Loudon clear
Wainwright's middle-aged angst is true
by Jim Macnie
A couple of months ago at a New York gig to tout the tunes from
his new Little Ship record, Loudon Wainwright III mentioned that he had
recently moved back to the States after spending several years in London.
"Yeah, I'm up in Katonah, now," he smirked, referencing the posh bedroom
community an hour above Manhattan, "just a few miles down the road from where I
grew up, actually. Katonah -- that's an old Indian word for dysfunctional." The
place fell out.
Loudon ain't no etymologist, he's a guitar-strumming wiseacre with a sharp eye
and a knack for making his personal shortcomings seem the frailties of an
entire generation. After three decades of reflexive self-examination, he has
amassed a songbook rife with tunes that deconstruct the myriad bugaboos which
mar domestic bliss. Explaining the hows and whys of impaired family dynamics is
Wainwright's stock in trade -- dysfunction, to a degree, is his meal ticket.
It's something with which the 51-year-old folkie is quite familiar. His
privileged suburban childhood had its own repressive rules and flawed
characters. There have been two wives (Kate McGarrigle and Suzzy Roche), four
kids, and several girlfriends in his life. Parenting comparatively young, he
penned wry ditties about birth ("Dilated To Meet You" and "Rufus Is a Tit
Man"), toddlerville ("Saturday Morning Fever" and "The Animal Song"), and the
sound of amore tumbling into the toilet ("Reciprocity" and "On the Rock"). The
tales are told in plainspeak, not psychobabble, and culpability is claimed more
often than excuses are made.
About a decade ago, Wainwright titled one of his discs Therapy, and got
on with the tasks of appraising his career and investigating his childhood. It
was droll, wry, and keen. Since then, his stroll through middle age has proven
even more fertile, song-wise. Inevitabilities like parents dying and kids
becoming adults have engendered musings galore. Some are acerbic, some are
maudlin and some cleverly split the difference between the two.
History ruminates about his dad's passing, and takes another slap at
the romance of romance ("I see people in love and I just want to puke / There's
pedals on the rose, but thorns on the stem"). Grown Man takes a stab at
explaining why the aging process is not exactly the same as the maturation
process. On their way to answerville, both records literally hitch their muse
to life-and-death issues. Doctors and hospitals and peeing into cups and
overnight vigils all crop up. "Living's a battle and you're losing the fight,"
one frank MD tells the singer.
I was surprised to see several 20somethings at the Bottom Line. Singing about
wrinkles, bald spots, hangovers, and the shirking of parental responsibilities
ain't exactly the way to make hay with the Foo Fighters crowd. But at least one
table of young'uns roared -- as did the entire room -- during Wainwright's
point-blank take on physical debilitation entitled "When You Look Like Shit."
From Joni to Jewel, there have been folk-pop icons whose introspection has
allowed listeners to feel the sorrow or thrill to the passion of a singer's
emotional quintessence. Some, like Jackson Browne, have turned to outside
stimuli, such as political inequities and other social issues. But Wainwright
has burrowed in even deeper -- his social concerns all take place between the
bedroom, the kitchen and the back yard.
One epiphany on Little Ship (Virgin) takes place while the singer is
matching his socks, and stuffing his bureau drawer with T-shirts. Other songs
ask what families are for and mockingly explain the rigors of being a dad
("Being a dad isn't so bad, 'cept that you've gotta feed 'em / You've got to
shoe 'em and clothe 'em and try not to loathe 'em, and bug 'em and hug em and
heed 'em"). Pretense goes out the window when Wainwright dives into his
subject. He assures that angst knows no age limits, and demonstrates how
brooding can be both hilarious and grim. Never dodging the crucial center of
valuable analysis, he always shoots for the sad-but-true center.
I kind of fibbed about the social issues thing. Perhaps as a way to
momentarily get out of his own head, Wainwright has recently accepted
songwriting assignments from All Things Considered and Nightline.
Editors there dig his critical acumen, and the way his highly subjective
reportage on contemporary phenomena such as the Hubbel telescope, Tonya
Harding, and smokers gathered outside of butt-banned buildings ("The New Street
People") skewers its subjects with aplomb.
Confessional songwriters have been critically cuffed around over the years,
blamed for navel-gazing ditties that turn first-person references into
circumspect effluvia. But when Wainwright fixates on a theme, the obsession
kicks in and the specifics have nowhere to hide. Trouncing most definitions of
privacy, he manages the kind of candor that shines an edifying light on all of
us guilty parties everywhere.
Loudon Wainwright will perform at Lupo's on Thursday, May 21.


◆ Requirement ◆
Leaving out all pictures, return the records word for word.

-- Listed records follows --

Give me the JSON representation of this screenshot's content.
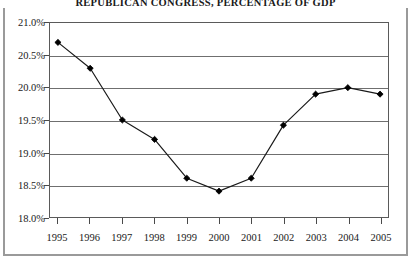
{
  "chart_data": {
    "type": "line",
    "title": "REPUBLICAN CONGRESS, PERCENTAGE OF GDP",
    "xlabel": "",
    "ylabel": "",
    "categories": [
      "1995",
      "1996",
      "1997",
      "1998",
      "1999",
      "2000",
      "2001",
      "2002",
      "2003",
      "2004",
      "2005"
    ],
    "values": [
      20.7,
      20.3,
      19.5,
      19.2,
      18.6,
      18.4,
      18.6,
      19.42,
      19.9,
      20.0,
      19.9
    ],
    "series": [
      {
        "name": "Percentage of GDP",
        "values": [
          20.7,
          20.3,
          19.5,
          19.2,
          18.6,
          18.4,
          18.6,
          19.42,
          19.9,
          20.0,
          19.9
        ]
      }
    ],
    "ylim": [
      18.0,
      21.0
    ],
    "ytick_values": [
      18.0,
      18.5,
      19.0,
      19.5,
      20.0,
      20.5,
      21.0
    ],
    "ytick_labels": [
      "18.0%",
      "18.5%",
      "19.0%",
      "19.5%",
      "20.0%",
      "20.5%",
      "21.0%"
    ],
    "xtick_labels": [
      "1995",
      "1996",
      "1997",
      "1998",
      "1999",
      "2000",
      "2001",
      "2002",
      "2003",
      "2004",
      "2005"
    ],
    "grid": "horizontal",
    "legend": "none",
    "marker": "diamond",
    "line_color": "#1a1a1a",
    "marker_color": "#000000",
    "grid_color": "#6f6f6f",
    "frame_color": "#9a9a9a",
    "background_color": "#ffffff"
  }
}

-- Listed records concluded --

◆ Answer to this exercise ◆
Give me the JSON representation of this screenshot's content.
{
  "chart_data": {
    "type": "line",
    "title": "REPUBLICAN CONGRESS, PERCENTAGE OF GDP",
    "xlabel": "",
    "ylabel": "",
    "categories": [
      "1995",
      "1996",
      "1997",
      "1998",
      "1999",
      "2000",
      "2001",
      "2002",
      "2003",
      "2004",
      "2005"
    ],
    "values": [
      20.7,
      20.3,
      19.5,
      19.2,
      18.6,
      18.4,
      18.6,
      19.42,
      19.9,
      20.0,
      19.9
    ],
    "series": [
      {
        "name": "Percentage of GDP",
        "values": [
          20.7,
          20.3,
          19.5,
          19.2,
          18.6,
          18.4,
          18.6,
          19.42,
          19.9,
          20.0,
          19.9
        ]
      }
    ],
    "ylim": [
      18.0,
      21.0
    ],
    "ytick_values": [
      18.0,
      18.5,
      19.0,
      19.5,
      20.0,
      20.5,
      21.0
    ],
    "ytick_labels": [
      "18.0%",
      "18.5%",
      "19.0%",
      "19.5%",
      "20.0%",
      "20.5%",
      "21.0%"
    ],
    "xtick_labels": [
      "1995",
      "1996",
      "1997",
      "1998",
      "1999",
      "2000",
      "2001",
      "2002",
      "2003",
      "2004",
      "2005"
    ],
    "grid": "horizontal",
    "legend": "none",
    "marker": "diamond",
    "line_color": "#1a1a1a",
    "marker_color": "#000000",
    "grid_color": "#6f6f6f",
    "frame_color": "#9a9a9a",
    "background_color": "#ffffff"
  }
}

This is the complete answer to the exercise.